The committee must also weigh the project’s impact on aesthetics, tourism and the environment and decide whether it will impact orderly development of the region. The project must also be found to be in the public interest.

By mid-morning Wednesday, the committee moved on to considering the project’s aesthetics regarding a number of sites that had been the subject of complaints, starting with the crossing of Little Bay, an estuary drivers traveling along Route 4 from Durham to Newington would see while crossing the Scammell Bridge.

The committee reached consensus that the one-mile crossing of Little Bay, including up to 8,000 square feet of concrete mattresses and transition towers, does not rise to the level of having a significant adverse or unreasonable aesthetic impact on Little Bay.

“That is a point that Durham and Newington and other intervenors had argued that it would have an adverse impact,” said Durham Town Manager Todd Selig, who represents Durham and University of New Hampshire as intervenors in the proceedings.

“The committee today appears to have taken the opposite perspective and that is very significant in their deliberations,” Selig said during a break.

Much of the controversy surrounding the project concerns the underground section through Little Bay, the method that will be used to place the cable, and the section through Durham.
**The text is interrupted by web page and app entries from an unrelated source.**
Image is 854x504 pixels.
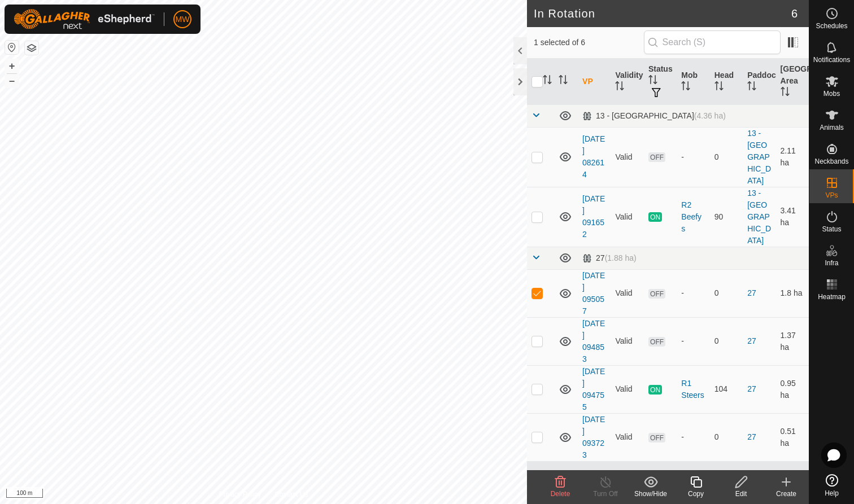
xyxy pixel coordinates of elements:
span: Infra [824,259,838,266]
div: Show/Hide [628,489,673,499]
a: 27 [747,384,756,394]
span: (1.88 ha) [605,253,636,263]
p-sorticon: Activate to sort [747,83,756,92]
span: (4.36 ha) [694,111,726,121]
a: [DATE] 091652 [582,194,605,239]
p-sorticon: Activate to sort [542,77,552,86]
div: Copy [673,489,719,499]
span: OFF [648,153,666,162]
th: Mob [677,59,709,105]
div: - [681,287,705,299]
span: Notifications [813,56,850,63]
td: 1.8 ha [776,269,809,317]
span: Heatmap [818,293,845,300]
th: Status [644,59,677,105]
th: Validity [610,59,643,105]
input: Search (S) [644,30,780,54]
img: Gallagher Logo [14,9,154,29]
a: Help [810,469,854,501]
a: [DATE] 095057 [582,271,605,316]
p-sorticon: Activate to sort [780,88,790,98]
td: 3.41 ha [776,187,809,246]
button: – [5,74,18,88]
a: 13 - [GEOGRAPHIC_DATA] [747,188,771,245]
span: ON [648,385,662,395]
a: 13 - [GEOGRAPHIC_DATA] [747,128,771,185]
div: - [681,151,705,163]
th: VP [578,59,610,105]
span: Animals [819,124,844,131]
span: OFF [648,289,666,298]
td: 0 [710,317,743,365]
td: Valid [610,269,643,317]
span: OFF [648,433,666,442]
td: Valid [610,365,643,413]
td: 1.37 ha [776,317,809,365]
a: [DATE] 093723 [582,415,605,460]
div: 27 [582,253,636,263]
div: Edit [719,489,764,499]
th: Head [710,59,743,105]
span: Status [822,226,841,232]
a: 27 [747,289,756,298]
button: Map Layers [25,42,38,55]
button: + [5,59,18,73]
td: 0.51 ha [776,413,809,461]
a: [DATE] 094755 [582,367,605,411]
td: 0 [710,269,743,317]
span: Schedules [816,23,847,29]
td: Valid [610,187,643,246]
td: 104 [710,365,743,413]
p-sorticon: Activate to sort [648,77,657,86]
a: Privacy Policy [219,489,261,500]
td: 0 [710,127,743,187]
td: 0 [710,413,743,461]
th: [GEOGRAPHIC_DATA] Area [776,59,809,105]
span: Neckbands [814,158,848,165]
a: 27 [747,337,756,345]
a: 27 [747,432,756,442]
td: Valid [610,317,643,365]
span: Mobs [824,90,840,97]
span: 6 [792,5,798,22]
p-sorticon: Activate to sort [615,83,624,92]
button: Reset Map [5,41,18,54]
span: MW [175,14,190,25]
a: [DATE] 082614 [582,134,605,179]
div: R1 Steers [681,377,705,402]
div: - [681,336,705,347]
span: VPs [825,192,838,199]
div: 13 - [GEOGRAPHIC_DATA] [582,111,726,121]
td: 2.11 ha [776,127,809,187]
span: Help [824,490,838,497]
span: 1 selected of 6 [534,36,644,49]
td: Valid [610,413,643,461]
p-sorticon: Activate to sort [714,83,724,92]
td: 0.95 ha [776,365,809,413]
div: Create [764,489,809,499]
a: Contact Us [274,489,308,500]
p-sorticon: Activate to sort [681,83,690,92]
th: Paddock [743,59,776,105]
td: Valid [610,127,643,187]
span: OFF [648,337,666,347]
p-sorticon: Activate to sort [559,77,568,86]
span: ON [648,213,662,222]
div: Turn Off [583,489,628,499]
span: Delete [550,490,570,498]
div: - [681,431,705,443]
div: R2 Beefys [681,200,705,235]
a: [DATE] 094853 [582,319,605,363]
h2: In Rotation [534,7,792,20]
td: 90 [710,187,743,246]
Deliberations involve committee members talking publicly with each other about testimony on the project. There were only a handful of residents from the Seacoast towns most affected by the project at the first day of deliberations.

The room at 49 Donovan St. in Concord that sometimes saw a full house during similar proceedings for Eversource’s Northern Pass Transmission project before it was denied was mostly empty.

The committee will take no more testimony and work during deliberations to decide whether the project has proven all four criteria set in the law.

Martha St. Amand of Newington attended part of the morning session. “I thought it was decided already,” St. Amand said during a break. “The people don’t want it.”

St. Amand said she lives right on the bay and is concerned about the project’s impact on the environment and the view.

“It’s bad enough we have to hear all the planes,” St. Amand said, referring to air traffic at Pease.

Eversource says the line is needed to address the growing demand for electricity in the Seacoast area. Eversource officials contend without the project, rolling blackouts may occur.

The project costs would be included in all New England transmission rates because it is a reliability project approved by ISO (Independent System Operator)-New England.

The committee will meet Thursday to continue discussing the project’s aesthetics. And continue deliberating Dec. 3, 6, 7 and 10 at 49 at Donovan St. in Concord.